On Thu, 20 Nov 2025 03:46:39 +0100 Jason A. Donenfeld wrote:
> > Do you care about the exact cmdline of the python tool, or can we just
> > append:
> >
> > /* To regenerate run: tools/net/ynl/ynl-regen.sh */
>
> The args are non-trivial, right?
They aren't all that complicated TBH, quoting slightly modified from
tools/net/ynl/ynl-regen.sh:
$TOOL --mode $mode --$type --spec $KDIR/$yaml_spec $extra_args -o $output
The line just gets quote long for my taste with all the paths in place.
Somewhere along the line we added --cmp-out to make sure output isn't
modified on every regen attempt (for the benefit of incremental builds).
> The idea is so that these files can be regenerated in a few years
> when the ynl project has widely succeeded and we've all paged this
> out of our minds and forgotten how it all worked.
We run ./tools/net/ynl/ynl-regen.sh in our CI, checking if anything
diverged. Primarily because in early days, when codegen was modified
more often, I was worried we'll break the generation for some of the
specs.
The documentation also basically says "create the fake header where
you want the file to be and run ./tools/net/ynl/ynl-regen.sh".

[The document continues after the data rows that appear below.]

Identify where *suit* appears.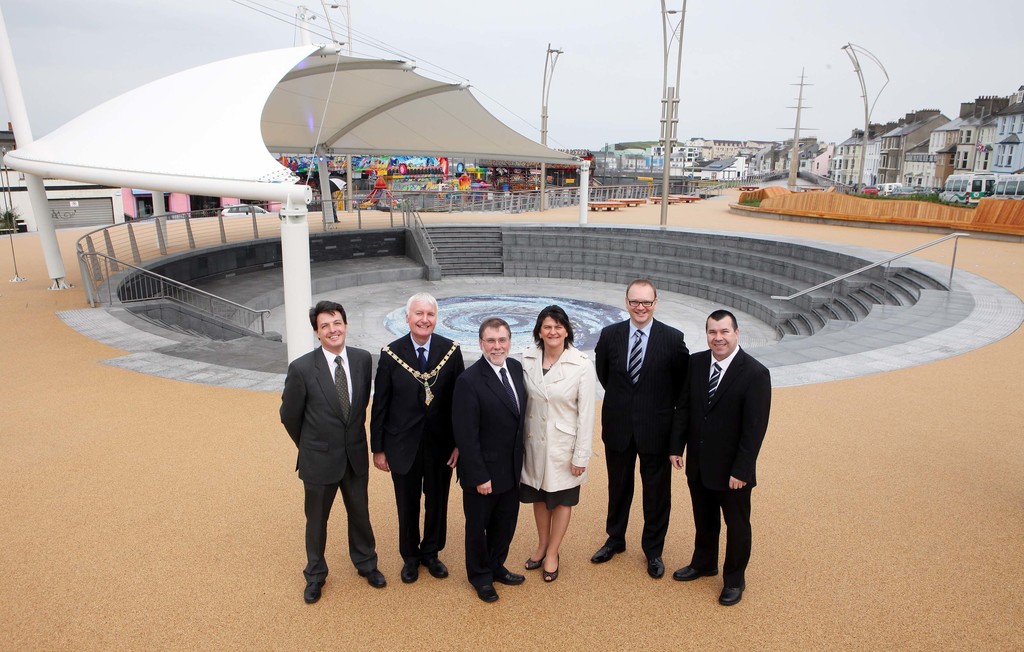
Appears at 593/315/689/554.
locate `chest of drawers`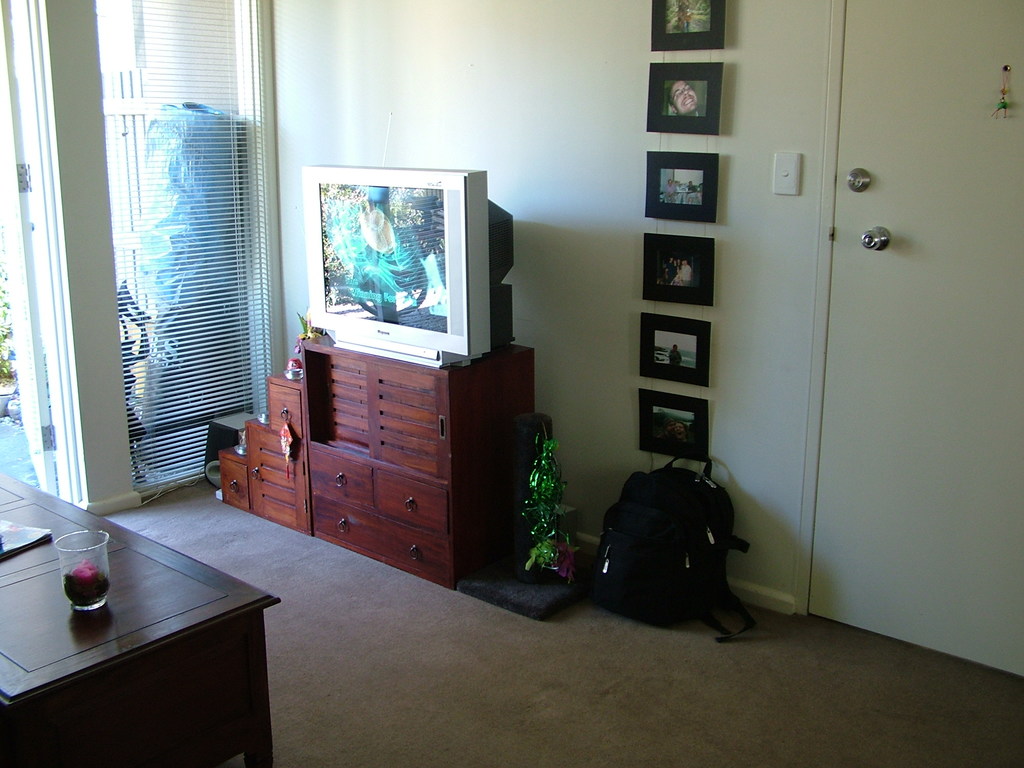
<region>218, 341, 535, 593</region>
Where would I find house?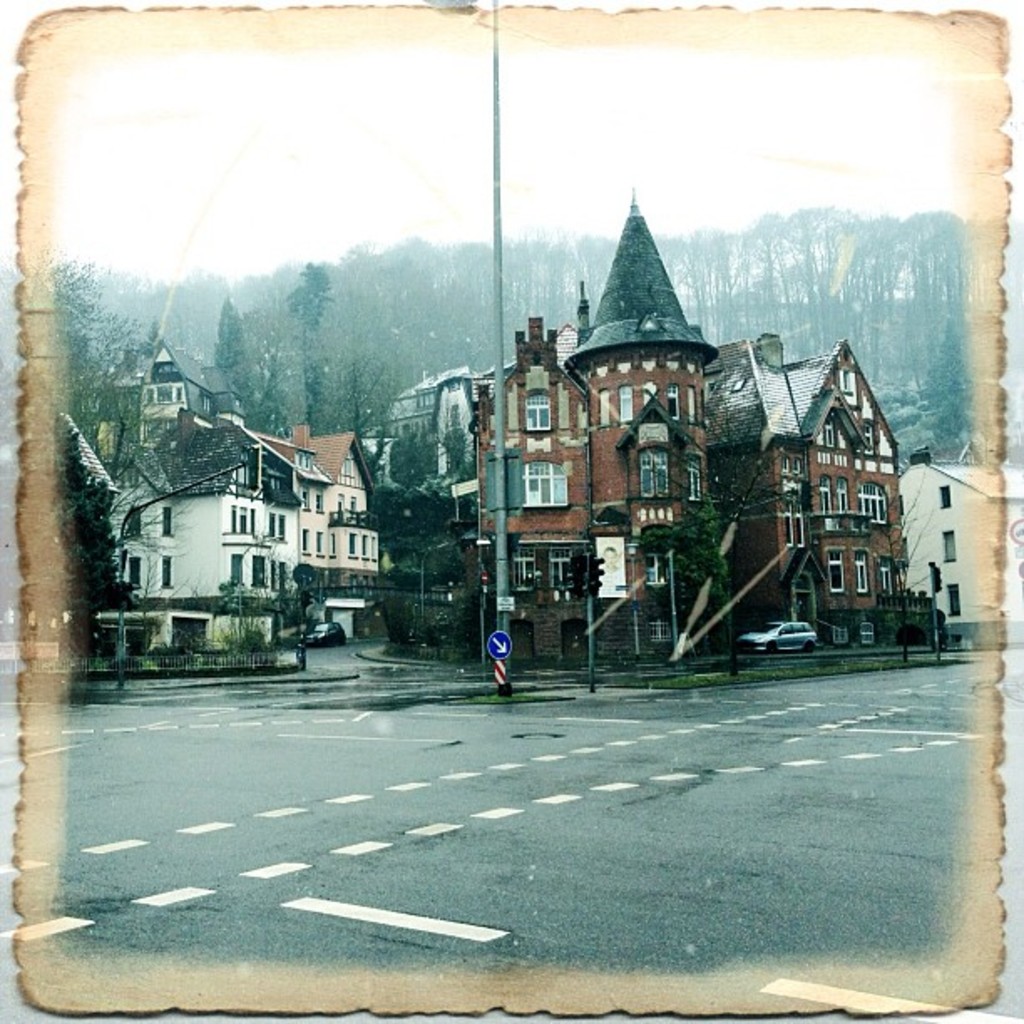
At 897:453:982:656.
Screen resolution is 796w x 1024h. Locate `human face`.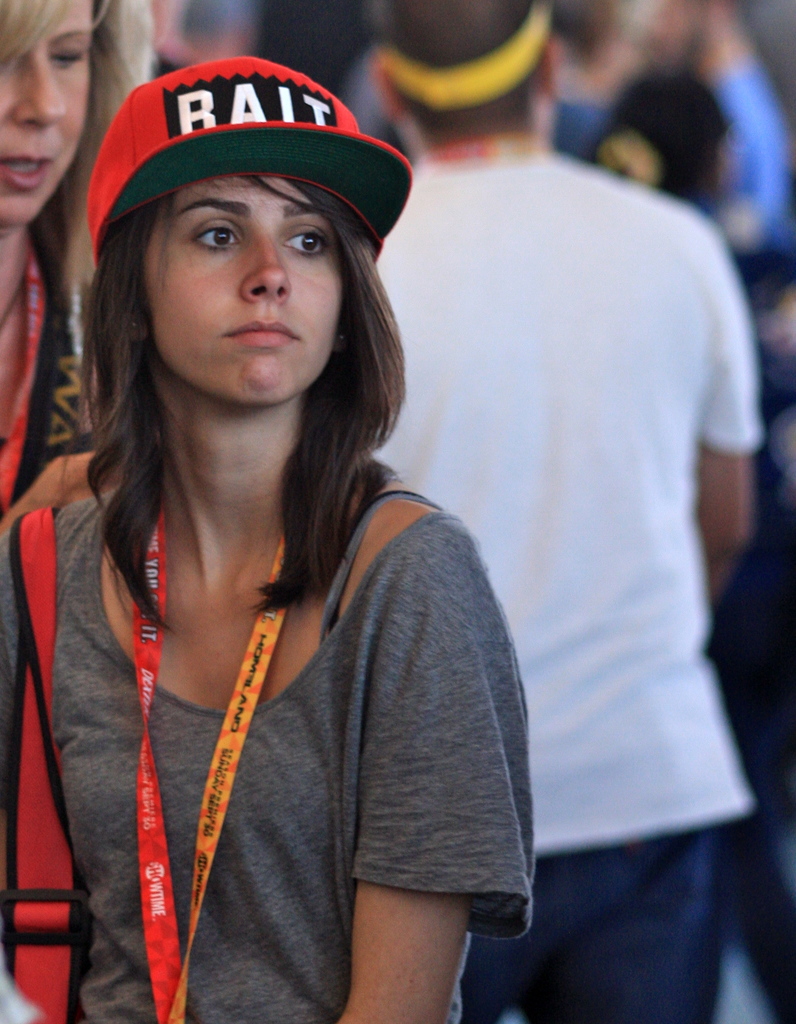
1:0:96:225.
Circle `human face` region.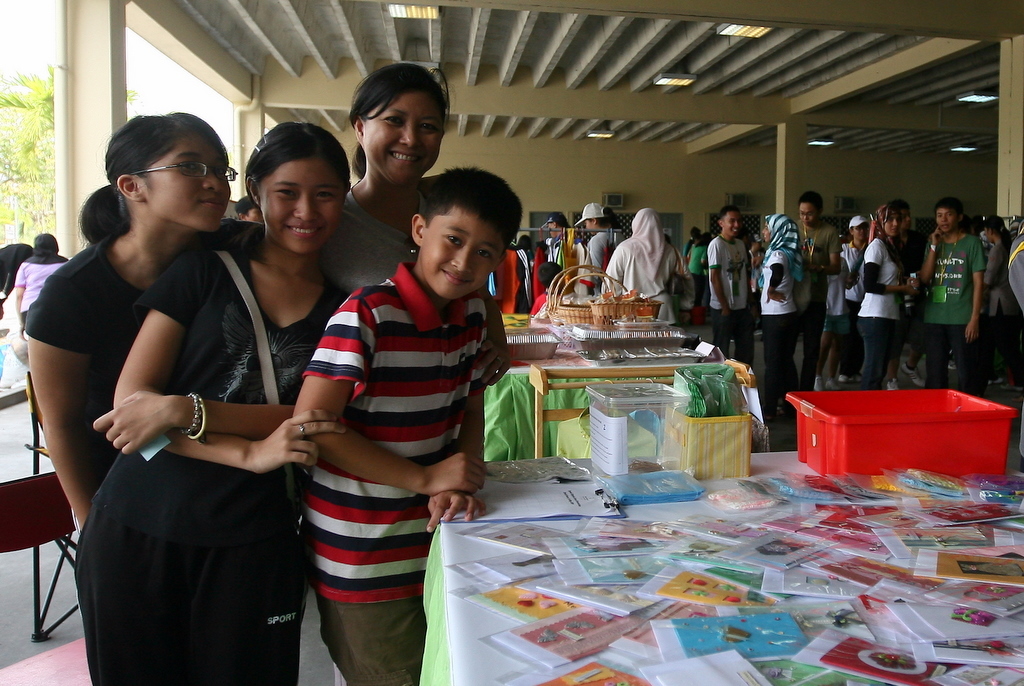
Region: l=147, t=135, r=232, b=233.
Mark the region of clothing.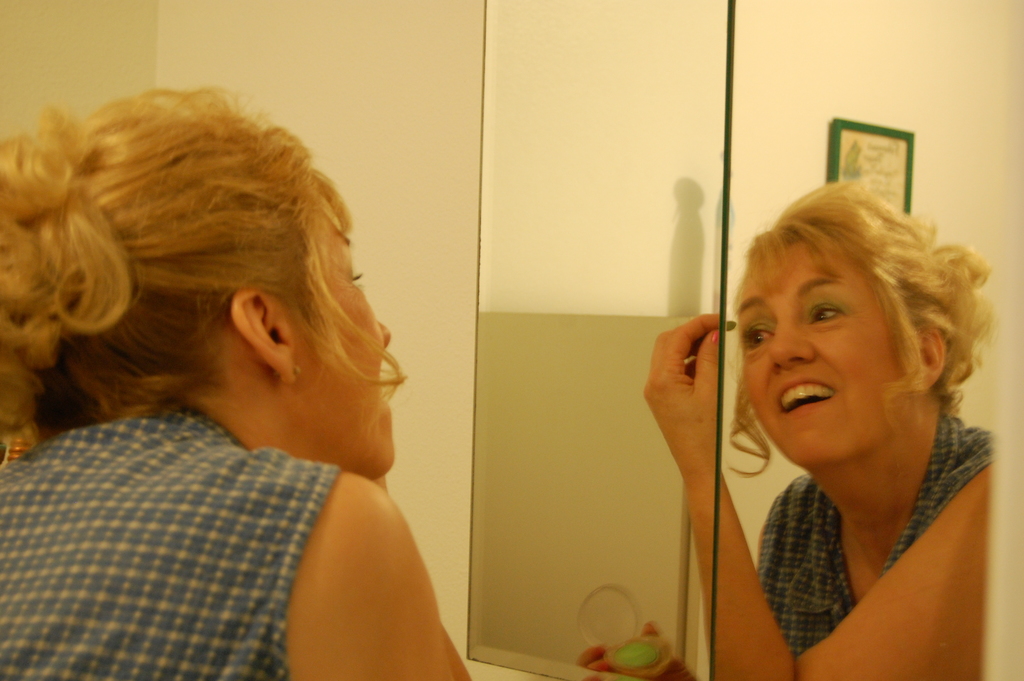
Region: [left=698, top=312, right=1008, bottom=671].
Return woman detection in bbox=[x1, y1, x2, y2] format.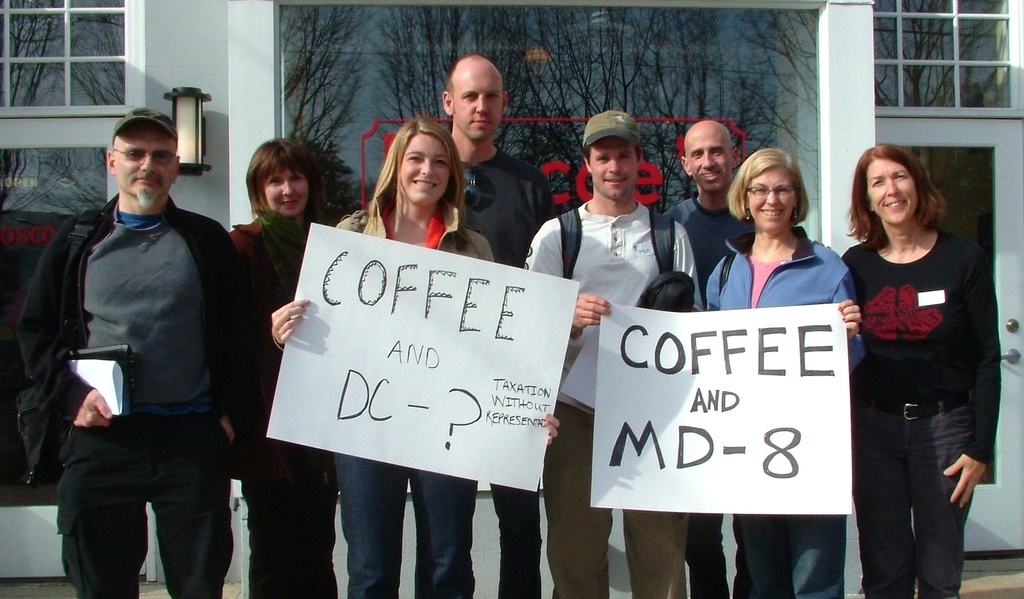
bbox=[269, 118, 560, 598].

https://docs.kernel.org/userspace-api/netlink/intro-specs.html#generating-kernel-code
Admittedly most of this comes down to "what Jakub found convenient
when developing the specs" :S
On Tue, Nov 18, 2025 at 04:15:20PM +0100, Jason A. Donenfeld wrote: > On Wed, Nov 05, 2025 at 06:32:20PM +0000, Asbjørn Sloth Tønnesen wrote: > > drivers/net/wireguard/netlink_gen.c | 77 +++++++++++++++++++++++++++++ > > drivers/net/wireguard/netlink_gen.h | 29 +++++++++++ > > create mode 100644 drivers/net/wireguard/netlink_gen.c > > create mode 100644 drivers/net/wireguard/netlink_gen.h > > +#include "netlink_gen.h" > > +// SPDX-License-Identifier: ((GPL-2.0 WITH Linux-syscall-note) OR BSD-3-Clause) > > +/* Do not edit directly, auto-generated from: */ > > +/* Documentation/netlink/specs/wireguard.yaml */ > > +/* YNL-GEN kernel source */ > > Similar to what's happening in the tools/ynl/samples build system, > instead of statically generating this, can you have this be generated at > build time, and placed into a generated/ folder that doesn't get checked > into git? I don't see the purpose of having to manually keep this in > check? Grep, for example, for PERLASM in the lib/crypto code. There's certainly precedent for doing this.